Problem Solving skills help people adapt to challenging circumstances and learn to function effectively with others. Where children lack experience and knowledge of how to respond to daily challenges they engage in more problem solving situations than adults do. It's important parent's help children solve problems and help them gain the knowledge they need to problem solve.
Problem solving includes making decisions, addressing a variety of feelings including anger, frustration and fear, and resolving issues between people such as parent and child, child and sibling, or child and friend. To problem solve is to address the ability of two or more people to work out a solution to a problem or situation. The problem can be solved individually or with someone else. Problems cause strong emotions of everyone involved, even when they're individual decisions. For example, if a sibling says they're going to play games with a younger sibling, then a friend calls and wants the older sibling to go do something and the older sibling goes and does something with their friend instead of playing games with the younger sibling, the individual decision of the older sibling causes strong emotions in the younger sibling.
Robert S. Siegler who is a professor of psychology at Carnegie Mellon University who specializes in the cognitive development of problem solving and reasoning in children and Martha W. Ailbali who is a professor of psychology at the University of Wisconsin-Madison came up with three components of problem solving. They are a goal- or in other words a problem to be solved, an obstacle to achieving the goal and a strategy to avoid the obstacle to achieve the goal. Young children use a trial-and-error approach to achieve their goals. They combine reasoning, understanding, strategies, content knowledge, other people, experiences and any other available resource to solve their problem. For example, if a child is building a fort using chairs and bed sheets and they run out of materials to make the fort as big as they're trying to make it, they'll go get more chairs and bed sheets to use to continue to make their fort. It doesn't matter that they're using mom's good sheets, to the child they just needed more material to make their fort and went and got some. Therefore they used their reasoning (need more materials), understanding (mom has more kept in closet), strategies ( they'll be put where they need to be to finish the fort), and other materials ( more sheets) to fix their problem.
Children don't think the same way adults do which is why this train of thought is common to a child and the way they would think through a problem.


## WORK ORDER
Go over the entries and report the lines where the word "each" occurs.

## PROVIDED DATA
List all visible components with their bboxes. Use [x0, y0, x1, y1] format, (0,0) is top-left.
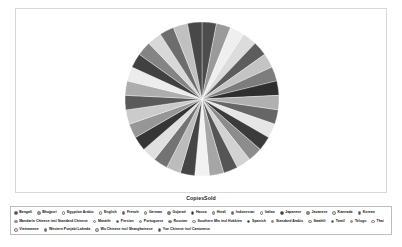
legend-item-label: German [149, 211, 162, 215]
legend-item[interactable]: Western Punjabi Lahnda [44, 228, 90, 232]
legend-item-label: Spanish [252, 220, 266, 224]
legend-item-label: Gujarati [172, 211, 185, 215]
legend-item[interactable]: Kannada [332, 211, 352, 215]
legend-swatch-icon [116, 220, 120, 224]
legend-item-label: Western Punjabi Lahnda [49, 228, 90, 232]
legend-item[interactable]: Russian [168, 220, 187, 224]
legend-item[interactable]: Persian [116, 220, 134, 224]
legend-item-label: Bhojpuri [42, 211, 57, 215]
legend-swatch-icon [371, 220, 375, 224]
legend-swatch-icon [191, 211, 195, 215]
legend-row: VietnameseWestern Punjabi LahndaWu Chine… [14, 226, 388, 234]
legend-swatch-icon [144, 211, 148, 215]
legend-item-label: Indonesian [236, 211, 255, 215]
pie-chart-area [16, 9, 388, 194]
legend-item[interactable]: Indonesian [231, 211, 255, 215]
legend-swatch-icon [93, 220, 97, 224]
legend-swatch-icon [247, 220, 251, 224]
legend-item[interactable]: Wu Chinese incl Shanghainese [95, 228, 152, 232]
pie-chart[interactable] [124, 21, 280, 177]
legend-swatch-icon [280, 211, 284, 215]
legend-item-label: Thai [376, 220, 383, 224]
legend-row: Mandarin Chinese incl Standard ChineseMa… [14, 217, 388, 225]
legend-item-label: Mandarin Chinese incl Standard Chinese [19, 220, 88, 224]
legend-item[interactable]: Egyptian Arabic [62, 211, 94, 215]
legend-swatch-icon [168, 220, 172, 224]
legend-item-label: Bengali [19, 211, 32, 215]
legend-item-label: Standard Arabic [276, 220, 303, 224]
legend-item[interactable]: Javanese [306, 211, 327, 215]
legend-swatch-icon [332, 211, 336, 215]
legend-swatch-icon [44, 228, 48, 232]
legend-item-label: Hausa [196, 211, 207, 215]
legend-item[interactable]: Mandarin Chinese incl Standard Chinese [14, 220, 88, 224]
legend-item[interactable]: Swahili [308, 220, 325, 224]
legend-item[interactable]: Bengali [14, 211, 32, 215]
legend-item-label: Swahili [313, 220, 325, 224]
legend-item-label: Tamil [336, 220, 345, 224]
legend-swatch-icon [358, 211, 362, 215]
chart-panel [15, 8, 387, 193]
legend-swatch-icon [260, 211, 264, 215]
legend-swatch-icon [62, 211, 66, 215]
legend-item[interactable]: Korean [358, 211, 375, 215]
legend-item[interactable]: Telugu [350, 220, 367, 224]
legend-swatch-icon [99, 211, 103, 215]
legend-item[interactable]: Tamil [331, 220, 345, 224]
legend-swatch-icon [350, 220, 354, 224]
legend-swatch-icon [14, 220, 18, 224]
legend-item[interactable]: Standard Arabic [271, 220, 303, 224]
legend-item-label: Portuguese [144, 220, 163, 224]
legend-swatch-icon [14, 228, 18, 232]
legend-swatch-icon [158, 228, 162, 232]
legend-item-label: Yue Chinese incl Cantonese [163, 228, 210, 232]
legend-item[interactable]: Hausa [191, 211, 207, 215]
chart-title: CopiesSold [0, 195, 402, 201]
legend-swatch-icon [306, 211, 310, 215]
legend-item[interactable]: Southern Min incl Hokkien [192, 220, 242, 224]
legend-item-label: Vietnamese [19, 228, 39, 232]
legend-swatch-icon [331, 220, 335, 224]
legend-item-label: Marathi [98, 220, 111, 224]
legend-swatch-icon [139, 220, 143, 224]
legend-row: BengaliBhojpuriEgyptian ArabicEnglishFre… [14, 209, 388, 217]
legend-item[interactable]: French [122, 211, 139, 215]
legend-swatch-icon [308, 220, 312, 224]
legend-item[interactable]: Vietnamese [14, 228, 39, 232]
legend-item[interactable]: German [144, 211, 163, 215]
legend-item-label: Italian [265, 211, 275, 215]
legend-swatch-icon [95, 228, 99, 232]
legend-swatch-icon [122, 211, 126, 215]
legend-swatch-icon [14, 211, 18, 215]
legend-item-label: Wu Chinese incl Shanghainese [100, 228, 152, 232]
legend-item-label: Korean [363, 211, 375, 215]
legend-item[interactable]: Bhojpuri [37, 211, 57, 215]
legend-item-label: Hindi [217, 211, 226, 215]
legend-swatch-icon [192, 220, 196, 224]
legend-item[interactable]: Marathi [93, 220, 111, 224]
legend-item[interactable]: Hindi [212, 211, 226, 215]
chart-legend: BengaliBhojpuriEgyptian ArabicEnglishFre… [10, 206, 392, 235]
legend-item-label: Southern Min incl Hokkien [197, 220, 241, 224]
legend-item[interactable]: Japanese [280, 211, 301, 215]
legend-item[interactable]: Portuguese [139, 220, 164, 224]
legend-item[interactable]: Gujarati [167, 211, 186, 215]
legend-item-label: Japanese [285, 211, 301, 215]
legend-item-label: Kannada [338, 211, 353, 215]
legend-swatch-icon [37, 211, 41, 215]
legend-item-label: English [104, 211, 117, 215]
legend-item[interactable]: Italian [260, 211, 275, 215]
legend-item-label: Javanese [311, 211, 327, 215]
legend-item-label: Russian [173, 220, 187, 224]
legend-item-label: Telugu [355, 220, 366, 224]
legend-swatch-icon [167, 211, 171, 215]
legend-swatch-icon [212, 211, 216, 215]
legend-item[interactable]: Thai [371, 220, 383, 224]
legend-item-label: Persian [121, 220, 134, 224]
legend-item[interactable]: Yue Chinese incl Cantonese [158, 228, 210, 232]
legend-item-label: French [127, 211, 139, 215]
legend-item[interactable]: English [99, 211, 117, 215]
legend-swatch-icon [231, 211, 235, 215]
legend-item[interactable]: Spanish [247, 220, 266, 224]
legend-item-label: Egyptian Arabic [67, 211, 94, 215]
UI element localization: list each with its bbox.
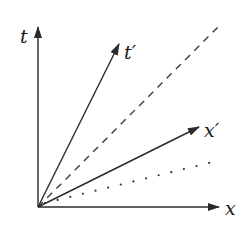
x-prime-axis — [38, 127, 199, 207]
x-prime-axis-label: x′ — [204, 119, 220, 141]
x-axis-label: x — [225, 197, 236, 219]
t-axis-label: t — [20, 25, 28, 47]
spacetime-diagram: t x t′ x′ — [0, 0, 251, 227]
t-prime-axis — [38, 44, 119, 207]
diagram-canvas: t x t′ x′ — [0, 0, 251, 227]
dotted-line — [45, 162, 213, 203]
t-prime-axis-label: t′ — [124, 41, 137, 63]
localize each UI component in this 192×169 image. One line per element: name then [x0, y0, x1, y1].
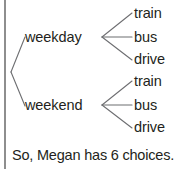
leaf-label-weekday-train: train	[134, 6, 162, 21]
weekday-branch-train	[102, 13, 132, 37]
root-branch-weekday	[11, 37, 25, 72]
leaf-label-weekend-train: train	[134, 74, 162, 89]
weekend-branch-drive	[102, 105, 132, 128]
leaf-label-weekday-bus: bus	[134, 30, 157, 45]
conclusion-text: So, Megan has 6 choices.	[12, 148, 174, 163]
weekend-branch-train	[102, 81, 132, 105]
node-label-weekend: weekend	[25, 98, 82, 113]
leaf-label-weekend-bus: bus	[134, 98, 157, 113]
leaf-label-weekend-drive: drive	[134, 120, 165, 135]
tree-diagram-figure: weekday weekend train bus drive train bu…	[0, 0, 192, 169]
node-label-weekday: weekday	[25, 30, 82, 45]
leaf-label-weekday-drive: drive	[134, 52, 165, 67]
weekday-branch-drive	[102, 37, 132, 60]
root-branch-weekend	[11, 72, 25, 106]
tree-branch-lines	[0, 0, 192, 169]
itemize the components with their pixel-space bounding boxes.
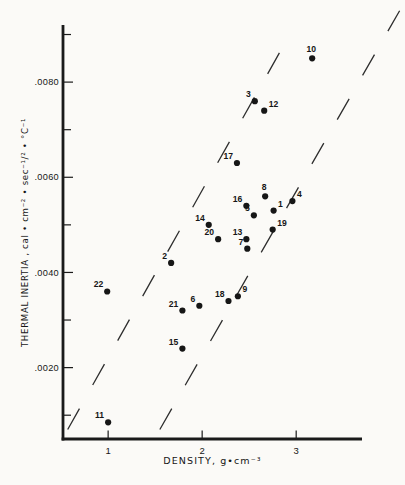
- data-point-21: [179, 307, 185, 313]
- axis-ticks: [64, 35, 296, 438]
- data-point-label-14: 14: [195, 213, 205, 223]
- data-point-5: [251, 212, 257, 218]
- x-axis-title: DENSITY, g•cm⁻³: [63, 455, 362, 466]
- data-point-label-13: 13: [233, 227, 243, 237]
- data-point-16: [243, 203, 249, 209]
- data-point-label-4: 4: [297, 189, 302, 199]
- data-point-1: [271, 207, 277, 213]
- data-point-6: [196, 303, 202, 309]
- data-point-label-2: 2: [162, 251, 167, 261]
- data-point-12: [261, 108, 267, 114]
- y-tick-label: .0020: [35, 363, 60, 373]
- data-point-11: [105, 419, 111, 425]
- data-point-label-15: 15: [169, 337, 179, 347]
- data-point-label-12: 12: [269, 99, 279, 109]
- dashed-line-1: [68, 30, 293, 430]
- data-point-label-19: 19: [277, 218, 287, 228]
- data-point-7: [244, 246, 250, 252]
- data-point-label-17: 17: [223, 151, 233, 161]
- data-point-15: [179, 345, 185, 351]
- data-point-label-11: 11: [95, 410, 104, 420]
- data-point-3: [252, 98, 258, 104]
- data-point-20: [215, 236, 221, 242]
- data-point-22: [104, 288, 110, 294]
- data-point-8: [262, 193, 268, 199]
- data-points: 12345678910111213141516171819202122: [94, 44, 317, 426]
- data-point-label-6: 6: [191, 294, 196, 304]
- thermal-inertia-vs-density-chart: .0080.0060.0040.0020123 1234567891011121…: [0, 0, 405, 485]
- y-tick-label: .0060: [35, 172, 60, 182]
- data-point-18: [225, 298, 231, 304]
- data-point-4: [289, 198, 295, 204]
- data-point-label-7: 7: [239, 237, 244, 247]
- y-axis-title: THERMAL INERTIA , cal • cm⁻² • sec⁻¹/² •…: [20, 18, 33, 448]
- scatter-figure: .0080.0060.0040.0020123 1234567891011121…: [0, 0, 405, 485]
- tick-labels: .0080.0060.0040.0020123: [35, 77, 299, 456]
- y-tick-label: .0080: [35, 77, 60, 87]
- data-point-label-3: 3: [246, 89, 251, 99]
- data-point-10: [309, 55, 315, 61]
- data-point-label-21: 21: [169, 299, 179, 309]
- data-point-label-8: 8: [262, 182, 267, 192]
- data-point-label-10: 10: [306, 44, 316, 54]
- data-point-9: [235, 293, 241, 299]
- dashed-reference-lines: [68, 11, 400, 430]
- data-point-label-20: 20: [205, 227, 215, 237]
- data-point-label-1: 1: [278, 199, 283, 209]
- data-point-2: [168, 260, 174, 266]
- data-point-19: [270, 227, 276, 233]
- data-point-13: [243, 236, 249, 242]
- data-point-label-16: 16: [233, 194, 243, 204]
- data-point-17: [234, 160, 240, 166]
- data-point-label-9: 9: [242, 284, 247, 294]
- data-point-label-18: 18: [215, 289, 225, 299]
- data-point-label-22: 22: [94, 279, 104, 289]
- y-tick-label: .0040: [35, 268, 60, 278]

## SOLUTION FOR THIS TASK
UI element localization: list each with its bbox.
localize each UI component in this 192×169 image. One line per element: name then [x0, y0, x1, y1].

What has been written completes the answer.